Performance-tracking technology has been used across nearly every sport, at practically every level, for some time now. Devices can be as basic as a stopwatch in swimming or track, a radar gun in baseball or a smartwatch that tracks the heart rate of athletes in any sport. On the opposite end of the spectrum, the tech may be as advanced as a LiDAR-based tracking system such as Sportlight’s.
Sports-science technology has developed to the point that athletes can track and gain access to reasonably useful performance and kinetic data using only a smartphone. But for some sports, the highest reaches of modern performance tracking remain – for now – beyond the grasp of even the most progressive, leading-edge technology. An example (and one that might surprise you) is hockey.

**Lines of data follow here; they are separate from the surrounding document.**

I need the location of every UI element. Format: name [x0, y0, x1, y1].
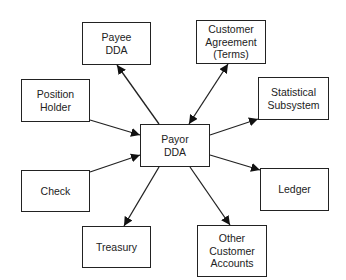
- edge-payor-agreement: [189, 64, 228, 124]
- node-label: Treasury: [96, 241, 137, 254]
- node-label: Customer Agreement (Terms): [205, 23, 256, 61]
- edge-position-to-payor: [90, 120, 140, 135]
- node-position-holder: Position Holder: [21, 79, 90, 122]
- node-payor-dda: Payor DDA: [140, 124, 210, 167]
- edge-payor-to-payee: [117, 65, 159, 124]
- node-label: Payor DDA: [161, 133, 188, 158]
- node-label: Check: [41, 185, 71, 198]
- edge-payor-to-other: [190, 167, 230, 225]
- node-label: Statistical Subsystem: [268, 86, 320, 111]
- edge-payor-to-ledger: [210, 155, 260, 170]
- node-label: Position Holder: [37, 88, 74, 113]
- node-statistical-subsystem: Statistical Subsystem: [258, 77, 329, 120]
- edge-check-to-payor: [90, 155, 140, 172]
- node-other-customer-accounts: Other Customer Accounts: [197, 225, 267, 277]
- node-customer-agreement: Customer Agreement (Terms): [196, 20, 266, 64]
- node-payee-dda: Payee DDA: [82, 22, 151, 65]
- node-treasury: Treasury: [82, 226, 151, 268]
- node-ledger: Ledger: [260, 168, 329, 211]
- edge-payor-to-statistical: [210, 119, 258, 135]
- node-label: Payee DDA: [102, 31, 132, 56]
- edge-payor-to-treasury: [124, 167, 159, 226]
- node-check: Check: [21, 170, 90, 212]
- node-label: Ledger: [278, 183, 311, 196]
- node-label: Other Customer Accounts: [209, 232, 255, 270]
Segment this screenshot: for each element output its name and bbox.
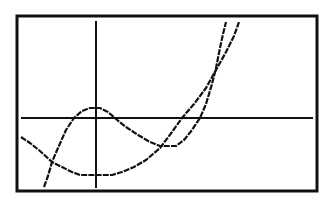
graph-screen	[0, 0, 335, 203]
curve-cubic	[44, 22, 226, 187]
plot-frame	[17, 16, 317, 191]
curve-parabola	[21, 22, 239, 175]
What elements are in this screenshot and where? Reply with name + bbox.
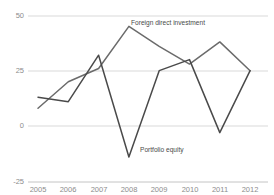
x-tick-label-2008: 2008 [121, 185, 138, 194]
line-chart-plot: 50 25 0 -25 2005 2006 2007 2008 2009 201… [0, 0, 274, 195]
x-tick-label-2012: 2012 [242, 185, 259, 194]
series-line-foreign-direct-investment [38, 26, 250, 108]
y-axis-ticks: 50 25 0 -25 [13, 11, 24, 186]
gridlines [28, 16, 268, 182]
x-tick-label-2010: 2010 [182, 185, 199, 194]
series-annotation-portfolio-equity: Portfolio equity [140, 146, 184, 154]
x-tick-label-2009: 2009 [151, 185, 168, 194]
y-tick-label-0: 0 [20, 121, 24, 130]
y-tick-label-50: 50 [16, 11, 24, 20]
y-tick-label-25: 25 [16, 66, 24, 75]
series-line-portfolio-equity [38, 55, 250, 157]
chart-container: 50 25 0 -25 2005 2006 2007 2008 2009 201… [0, 0, 274, 195]
x-tick-label-2011: 2011 [212, 185, 228, 194]
x-tick-label-2006: 2006 [60, 185, 77, 194]
series-annotation-foreign-direct-investment: Foreign direct investment [131, 19, 205, 27]
y-tick-label-minus25: -25 [13, 177, 24, 186]
x-tick-label-2007: 2007 [91, 185, 108, 194]
x-tick-label-2005: 2005 [30, 185, 47, 194]
x-axis-ticks: 2005 2006 2007 2008 2009 2010 2011 2012 [30, 185, 259, 194]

Football to Hockey: A Flawed Parallel
Football, or soccer, has been an early adopter and an innovation leader in its embrace of performance-tracking technology. For instance, Sportlight is an insights provider and player tracking solution for nearly every Premier League club, providing dynamic movement data for every athlete on the pitch and processing that data in a manner that empowers practitioners and coaches to make more informed decisions and build more effective training and rehabilitation programs. Perhaps you’ve seen another sport featuring a long, flat playing surface with opposing teams attempting to score on each other’s netted goals.
You can probably imagine where we’re headed with this: If football is at the top of the performance-tracking food chain, so to speak, why can’t the same (or similar) technology be easily transferred to hockey? The simplest answer is, it’s complicated. But that doesn’t explain much, and doesn’t help solve hockey’s current performance-tracking challenge.

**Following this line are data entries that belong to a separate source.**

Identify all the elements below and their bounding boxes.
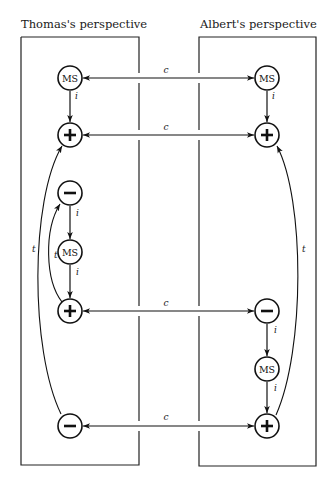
c-label-1: c bbox=[163, 65, 168, 75]
i-label-R4: i bbox=[274, 383, 277, 393]
i-label-R1: i bbox=[272, 91, 275, 101]
i-label-L1: i bbox=[75, 91, 78, 101]
t-edge-R5-R2 bbox=[276, 146, 298, 415]
node-R1-label: MS bbox=[259, 73, 275, 84]
t-label-R5-R2: t bbox=[302, 244, 306, 254]
node-L4-label: MS bbox=[62, 247, 78, 258]
albert-panel-frame bbox=[199, 37, 316, 466]
spacetime-diagram: c c c c i i i i i i t t t MS bbox=[0, 0, 334, 489]
c-label-3: c bbox=[163, 298, 168, 308]
internal-edges bbox=[70, 91, 267, 413]
i-label-L4: i bbox=[76, 267, 79, 277]
t-label-L6-L2: t bbox=[32, 244, 36, 254]
node-R4-label: MS bbox=[259, 364, 275, 375]
node-L1-label: MS bbox=[62, 73, 78, 84]
i-label-R3: i bbox=[274, 325, 277, 335]
c-label-4: c bbox=[163, 412, 168, 422]
i-label-L3: i bbox=[76, 208, 79, 218]
t-edge-L6-L2 bbox=[38, 146, 62, 414]
c-label-2: c bbox=[163, 122, 168, 132]
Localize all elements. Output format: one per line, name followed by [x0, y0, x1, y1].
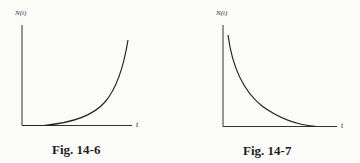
fig-14-6-ylabel: N(t) [15, 9, 26, 17]
fig-14-7-axes [223, 25, 337, 127]
figures-canvas [0, 0, 360, 163]
fig-14-7-ylabel: N(t) [216, 9, 227, 17]
fig-14-7-xlabel: t [341, 121, 343, 130]
fig-14-7-decay-curve [228, 35, 315, 126]
fig-14-6-axes [22, 25, 132, 126]
fig-14-6-xlabel: t [136, 120, 138, 129]
fig-14-6-caption: Fig. 14-6 [52, 142, 100, 158]
fig-14-7-caption: Fig. 14-7 [243, 143, 291, 159]
fig-14-6-growth-curve [22, 40, 128, 126]
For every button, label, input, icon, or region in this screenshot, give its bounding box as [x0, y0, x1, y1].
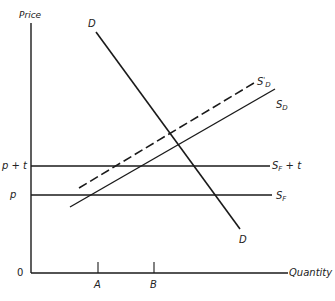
demand-label-top: D [88, 19, 96, 29]
sf-plus-t-label-suffix: + t [282, 160, 301, 171]
y-axis-label: Price [19, 11, 41, 20]
sf-label: SF [276, 191, 286, 201]
tick-label-a: A [94, 280, 101, 290]
sf-plus-t-label-sub: F [278, 165, 282, 173]
sd-line [70, 89, 275, 207]
tick-label-b: B [150, 280, 157, 290]
demand-label-bottom: D [239, 235, 247, 245]
price-level-p: p [10, 190, 16, 200]
x-axis-label: Quantity [289, 268, 332, 278]
price-level-p-plus-t: p + t [2, 161, 27, 171]
origin-label: 0 [17, 268, 23, 278]
sd-label: SD [276, 100, 288, 110]
sd-prime-label: S'D [257, 77, 271, 87]
sd-prime-line [79, 83, 254, 188]
sd-prime-label-sub: D [265, 81, 270, 89]
sd-label-sub: D [282, 104, 287, 112]
sf-plus-t-label: SF + t [272, 161, 301, 171]
diagram-canvas [0, 0, 335, 301]
sf-label-sub: F [282, 195, 286, 203]
demand-line [96, 32, 240, 229]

Technology, Data and Demand: The Next Step for Hockey
At Sportlight, we’re working on solutions that can be easily integrated into the sport, and we’re optimistic that we are closing in on a breakthrough in that regard. There is something of a chicken-or-egg element to the issue, in that the lack of access to advanced tracking technology in hockey has stunted the growth of and demand for performance data in the sport. In turn, that can create difficulties or delays in the innovation of useful sport-specific tech. For example, we know – after years of observation, research, trial and error, and technological development – what “good” running looks like. We understand optimal gait, the general limits of torque on the joints and the inconsistencies and imbalances that represent risk factors to athletes on the pitch.
But what does optimal stride length look like? What is the best approach to load management in hockey? Presumably, there are optimal angles, force ratios and training limits, just as there are in football and other sports – but we don’t yet have the same amount of data in hockey to make more than reasonable assumptions and educated guesses about appropriate thresholds and best practices right now.
The good news: With the benefit of artificial intelligence and the collective knowledge earned over years of tracking-tech development, the iterative process continues to get faster. As practitioners, coaches and executives in hockey become more familiar with performance data and tracking technology, and as demand for those tools and the information they gather peaks, the more targeted hockey-specific innovation can become – and the sooner that dynamic, high-quality insights can be accessed by hockey clubs to inform their training programs and tactical decision-making.